AI Search and SEO Are Complementary, Not Competing

There's a huge amount of tactical crossover between traditional SEO and AI Search (or GEO). We are not starting from scratch.

Technical SEO fundamentals (structured data, clean semantic HTML, entity mapping, crawlability) remain key for AI discoverability.

The pages that rank well in organic search are, overwhelmingly, the pages that get cited in AI responses, because many AI systems ground their answers in live web searches that still hit Google and Bing indexes.

The fan-out query mechanism makes this especially clear. When an LLM breaks a prompt into sub-queries and searches for grounding information, backlinks, domain authority, and rankings are doing exactly the same work they always did. Strong technical foundations, rigorous content strategy, and sustained Digital PR are the drivers of success in both traditional and AI search.

What AI Search adds, rather than replaces: prompt-aware content structure, self-contained content sections that work in isolation and a focus on topical comprehensiveness rather than keyword targeting – but also SEO tactics targeting visibility for fan-out queries rather than high-volume keywords.

The additional work is focused and deliberate, not a complete rebuild.

The best foundation for AI visibility is strong SEO, strong content, and strong Digital PR. AI Search or GEO is a layer on top, not a replacement.

Recommended Reading

Semrush: "What Is Query Fan-Out & Why Does It Matter?"

A clear explanation of how LLMs decompose a single prompt into multiple sub-queries, each pulling from different sources.

Seer Interactive: "Gemini 3 Query Fan-Outs Research"

Original research showing Gemini generates an average of 10.7 sub-queries per prompt, with 21.3% including a specific year.

Keywords Everywhere: "How to Find and Optimize for Fan-Out Queries"

A practical guide showing how fan-out queries hit the same Google and Bing indexes that traditional SEO targets.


- [EXERCISE REQUIREMENTS]:
Please return every line in the entries below with the word "Fieldhouse" in it.

####################

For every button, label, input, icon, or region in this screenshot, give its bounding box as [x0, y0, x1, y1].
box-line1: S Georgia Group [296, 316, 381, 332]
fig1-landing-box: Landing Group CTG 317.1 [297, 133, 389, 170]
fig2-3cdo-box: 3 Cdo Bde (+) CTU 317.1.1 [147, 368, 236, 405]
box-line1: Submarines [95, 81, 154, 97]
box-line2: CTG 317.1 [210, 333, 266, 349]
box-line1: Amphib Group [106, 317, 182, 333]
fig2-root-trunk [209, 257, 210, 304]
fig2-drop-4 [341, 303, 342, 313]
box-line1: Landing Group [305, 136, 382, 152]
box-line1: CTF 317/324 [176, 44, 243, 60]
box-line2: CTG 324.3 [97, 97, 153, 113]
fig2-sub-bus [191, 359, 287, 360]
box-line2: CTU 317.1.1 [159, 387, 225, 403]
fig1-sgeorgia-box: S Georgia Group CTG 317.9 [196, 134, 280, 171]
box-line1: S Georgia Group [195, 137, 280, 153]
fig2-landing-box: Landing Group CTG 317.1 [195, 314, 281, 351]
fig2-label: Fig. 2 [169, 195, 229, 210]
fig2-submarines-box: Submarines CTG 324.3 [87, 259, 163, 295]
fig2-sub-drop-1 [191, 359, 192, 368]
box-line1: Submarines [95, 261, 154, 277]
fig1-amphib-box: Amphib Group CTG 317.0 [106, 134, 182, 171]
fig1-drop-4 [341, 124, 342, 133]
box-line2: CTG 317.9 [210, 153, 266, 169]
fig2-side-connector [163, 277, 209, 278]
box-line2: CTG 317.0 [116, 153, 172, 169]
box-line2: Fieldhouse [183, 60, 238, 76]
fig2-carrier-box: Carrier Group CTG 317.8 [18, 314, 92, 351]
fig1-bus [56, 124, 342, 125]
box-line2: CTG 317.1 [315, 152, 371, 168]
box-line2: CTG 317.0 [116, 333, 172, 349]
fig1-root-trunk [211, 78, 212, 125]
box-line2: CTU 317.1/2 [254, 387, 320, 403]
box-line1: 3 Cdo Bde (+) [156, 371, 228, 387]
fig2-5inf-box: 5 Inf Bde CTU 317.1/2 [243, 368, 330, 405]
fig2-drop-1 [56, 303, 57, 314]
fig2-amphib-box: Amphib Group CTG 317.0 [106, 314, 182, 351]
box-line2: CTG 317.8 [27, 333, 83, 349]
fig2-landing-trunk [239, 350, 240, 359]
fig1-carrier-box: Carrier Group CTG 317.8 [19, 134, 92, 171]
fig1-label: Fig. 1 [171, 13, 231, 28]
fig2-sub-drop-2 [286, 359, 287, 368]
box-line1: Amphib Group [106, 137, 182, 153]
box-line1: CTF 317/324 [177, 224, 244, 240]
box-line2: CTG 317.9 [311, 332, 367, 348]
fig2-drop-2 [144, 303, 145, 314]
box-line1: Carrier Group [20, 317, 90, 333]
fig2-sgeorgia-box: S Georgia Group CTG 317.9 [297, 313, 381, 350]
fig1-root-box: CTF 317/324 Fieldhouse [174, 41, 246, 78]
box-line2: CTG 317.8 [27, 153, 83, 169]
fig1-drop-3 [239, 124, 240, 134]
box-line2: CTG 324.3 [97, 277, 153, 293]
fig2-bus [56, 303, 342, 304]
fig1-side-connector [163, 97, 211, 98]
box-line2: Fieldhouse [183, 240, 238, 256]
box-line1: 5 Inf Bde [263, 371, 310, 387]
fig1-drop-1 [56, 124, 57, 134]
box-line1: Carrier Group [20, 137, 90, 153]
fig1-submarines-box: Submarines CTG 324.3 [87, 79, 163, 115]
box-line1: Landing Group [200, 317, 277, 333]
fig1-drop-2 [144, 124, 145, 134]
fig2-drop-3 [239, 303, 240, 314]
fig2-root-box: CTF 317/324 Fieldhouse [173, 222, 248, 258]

####################

- [SOLUTION FOR THIS TASK]:
box-line2: Fieldhouse [183, 60, 238, 76]
fig1-root-box: CTF 317/324 Fieldhouse [174, 41, 246, 78]
box-line2: Fieldhouse [183, 240, 238, 256]
fig2-root-box: CTF 317/324 Fieldhouse [173, 222, 248, 258]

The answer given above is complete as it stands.